What was the outcome of the votes?

Both bills passed the preliminary readings. Avigdor Lieberman, the leader of the opposition, sponsored the bill to annex Maale Adumim, which was defeated by 32 to 9. The bill’s broad scope for sovereignty was largely passed 25-24.

Nearly all Likud party lawmakers were boycotted, according to Israeli media, with just one MK supporting the motion.

INTERACTIVE - Israel’s parliament advances bill to annex occupied West Bank-1761225148
(Al Jazeera)

The bills were backed and opposed by whom?

Netanyahu and Likud opposed both bills in accordance with the US administration, some of whose most senior figures are currently stationed in Israel to bolster the ceasefire agreement they brokered in early October.

Netanyahu has previously praised the idea of a “Greater Israel,” but his party called the votes “an additional provocation by the opposition aimed at deteriorating our relations with the US.”

Donald Trump, the US president, has stated that he will stop Israel from annexing the West Bank and that he will stop at all costs.

In a statement, it stated that “true sovereignty will be achieved not through a showy law for the record, but by proper work on the ground,” in response to rumors that Netanyahu’s government had given US too much authority.

Yuli Edelstein, a Likud MK, was the only candidate to win, which has since cost him his seat on the Knesset’s Foreign Affairs and Defense Committee.

However, some of Netanyahu’s coalition partners, including Itamar Ben-Gvir, the far-right National Security Minister, and Religious Zionist Finance Minister Bezalel Smotrich, both supported the measures.

The Knesset has spoken, Smotrich wrote in a post on X. The people have remarked. The time has come to grant our forefathers’ full sovereignty over all of Judea and Samaria, which are the result of peace, and to support peace efforts with our neighbors from a strong position.

Benny Gantz and Yair Lapid, two opposition figures frequently portrayed in the European media as liberal or moderate, were also in favor of the bill’s annexation of Maale Adumim.

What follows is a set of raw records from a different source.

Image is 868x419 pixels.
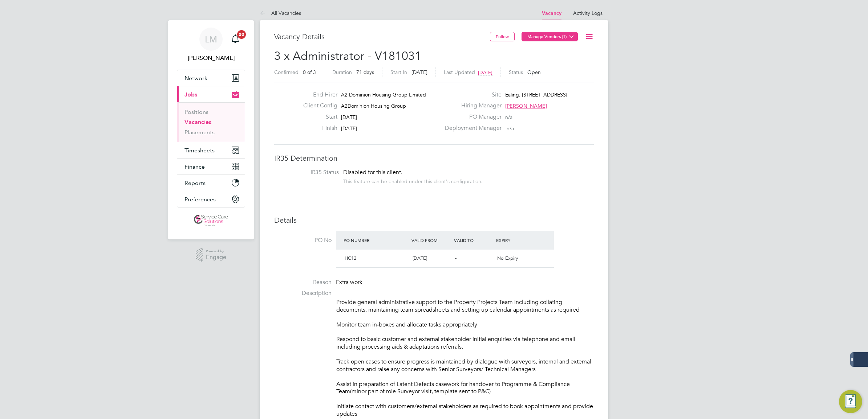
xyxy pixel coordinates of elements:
span: 0 of 3 [303,69,316,76]
button: Engage Resource Center [839,390,862,414]
label: Client Config [298,102,337,109]
label: IR35 Status [282,169,339,177]
span: A2Dominion Housing Group [341,103,406,109]
a: Activity Logs [573,10,603,16]
nav: Main navigation [168,20,254,239]
label: Duration [333,69,352,76]
label: PO Manager [441,113,502,121]
label: Confirmed [274,69,298,76]
label: End Hirer [298,91,337,99]
span: [PERSON_NAME] [506,103,547,109]
span: HC12 [345,255,356,261]
span: [DATE] [478,70,493,76]
span: 71 days [356,69,374,76]
span: Ealing, [STREET_ADDRESS] [506,92,567,98]
div: PO Number [342,234,410,247]
button: Follow [490,32,515,42]
label: Status [509,69,523,76]
span: LM [205,34,217,44]
a: Placements [185,129,215,136]
span: Jobs [185,91,197,98]
span: Finance [185,163,205,170]
div: This feature can be enabled under this client's configuration. [344,177,483,184]
label: Description [274,290,332,297]
h3: IR35 Determination [274,153,594,163]
label: Finish [298,125,337,132]
span: [DATE] [413,255,427,261]
span: [DATE] [341,114,357,120]
span: Engage [206,255,226,261]
label: Hiring Manager [441,102,502,109]
a: Go to home page [177,215,245,227]
a: All Vacancies [260,10,301,16]
button: Finance [177,159,245,175]
span: Disabled for this client. [344,169,402,176]
span: n/a [507,125,514,132]
p: Monitor team in-boxes and allocate tasks appropriately [336,321,594,329]
label: Reason [274,279,332,286]
h3: Vacancy Details [274,32,490,42]
span: Preferences [185,196,216,203]
p: Respond to basic customer and external stakeholder initial enquiries via telephone and email incl... [336,336,594,351]
span: Powered by [206,248,226,255]
span: [DATE] [341,125,357,132]
div: Jobs [177,103,245,142]
span: Lee McMillan [177,54,245,62]
span: Open [528,69,541,76]
label: PO No [274,236,332,244]
label: Start [298,113,337,121]
button: Jobs [177,86,245,103]
span: - [455,255,457,261]
span: [DATE] [411,69,427,76]
h3: Details [274,216,594,225]
span: No Expiry [498,255,518,261]
a: Vacancy [542,10,562,16]
button: Timesheets [177,142,245,158]
button: Reports [177,175,245,191]
a: 20 [228,27,243,51]
button: Manage Vendors (1) [521,32,578,42]
span: 3 x Administrator - V181031 [274,49,421,63]
img: servicecare-logo-retina.png [194,215,228,227]
p: Assist in preparation of Latent Defects casework for handover to Programme & Compliance Team(mino... [336,381,594,396]
label: Deployment Manager [441,125,502,132]
a: Powered byEngage [196,248,227,262]
span: A2 Dominion Housing Group Limited [341,92,426,98]
label: Last Updated [444,69,475,76]
p: Track open cases to ensure progress is maintained by dialogue with surveyors, internal and extern... [336,359,594,373]
label: Start In [391,69,407,76]
p: Provide general administrative support to the Property Projects Team including collating document... [336,299,594,314]
span: Reports [185,180,205,186]
button: Preferences [177,191,245,207]
span: Network [185,75,207,82]
a: Positions [185,109,208,115]
a: LM[PERSON_NAME] [177,27,245,62]
a: Vacancies [185,118,211,126]
p: Initiate contact with customers/external stakeholders as required to book appointments and provid... [336,403,594,418]
div: Valid To [452,234,495,247]
span: Extra work [336,279,362,286]
button: Network [177,70,245,86]
div: Valid From [410,234,452,247]
span: Timesheets [185,147,215,154]
span: 20 [237,30,246,39]
div: Expiry [495,234,537,247]
label: Site [441,91,502,99]
span: n/a [506,114,512,120]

Does this matter in terms of timing?

It’s awkward for Netanyahu, Likud, and their American guests.

Israel’s media reported on the news on Thursday that any new strikes on Gaza would need to be authorized by the US. Trump stated in an interview with Time that he had informed the Israeli Prime Minister Benjamin Netanyahu that he would not be permitted to annex the occupied West Bank.

Netanyahu has rebuffed claims that Israel has ascended to the US as a “client state.”

Despite this, Netanyahu has made every effort to accommodate US visitors, including US Vice President JD Vance, US Secretary of State Marco Rubio, Jared Kushner’s son-in-law, and special envoy Steve Witkoff, who called the Knesset bills “a very stupid political stunt.”

According to reports in The New York Times, US officials believe Netanyahu is looking for an excuse to break the president’s political commitment to a ceasefire, which he has heavily leveraged on his political capital.

They were there to “monitor a toddler,” as Vice President Vance put it at a press conference, and not to “monitor a toddler.”

What comes next with the bills?

The bills must pass three more readings before being passed into law, and they will now be sent for further consideration to the Knesset’s Foreign Affairs and Defense Committee.

Netanyahu is unlikely to permit either bill to advance further, as the hard US position on stopping further Israeli aggression is shared by the majority of Israeli media.

Are these votes really that significant?

No legislation is anticipated to be passed unless Netanyahu, his governing coalition, and Washington oppose them. The votes represent yet another significant step in the gradual encroachment of Israeli control over Palestinian territory in the wider context of Israel’s continued occupation of Palestinian territory since 1967.

Rapid settlement expansion occurred during the decade immediately following the war of 1967, which was followed by East Jerusalem’s annexation in 1980. The Oslo Accords of 1993, which was touted as a liberal reform, tightened Israeli control elsewhere while the 2005 Gaza disengagement tightened it.

Source: Aljazeera

234Radio

234Radio is Africa's Premium Internet Radio that seeks to export Africa to the rest of the world.